Crawling, Indexing, and Ranking are the most important parts of SEO. "To exist is to be perceived" - if your content doesn't appear in search results, it can be considered as not existing on the internet, and SEO becomes meaningless. These three processes form the foundation of how search engines discover, organize, and present content to users. Without successful crawling and indexing, even the most well-optimized content will never reach its target audience, making these initial steps critical for any SEO strategy. How search engines work:
Crawling
Search engines use robots (also called crawlers or spiders) to find content on the internet. These robots start from one webpage and jump to other webpages through links on the page, discovering new and updated content. Content can be web pages, images, videos, PDFs, etc., but regardless of format, content is discovered through links. For example, Googlebot starts crawling from a small number of web pages, then finds new URLs through links on these pages and adds them to its index.
Indexing
Search engines store and organize crawled content in a huge database called an index.
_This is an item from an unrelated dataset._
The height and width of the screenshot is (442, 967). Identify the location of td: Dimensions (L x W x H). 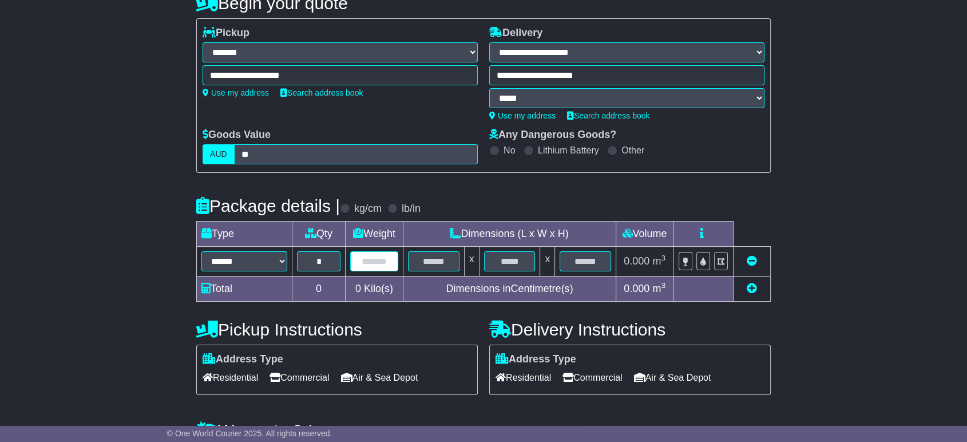
(509, 234).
When a page is indexed, it has a chance to appear in search results. The index is the data that search engines use to store all discovered content that they consider worth showing to users. Good website structure and internal links help improve indexing efficiency.
Ranking
When users search, search engines look for highly relevant pages in their index and sort them by relevance to solve the user queries. The higher the ranking, the more relevant the search engine considers the page to the query.
Of course, all three processes rely on complex Google algorithms and have separate names: Trawler, Alexandria, Mustang.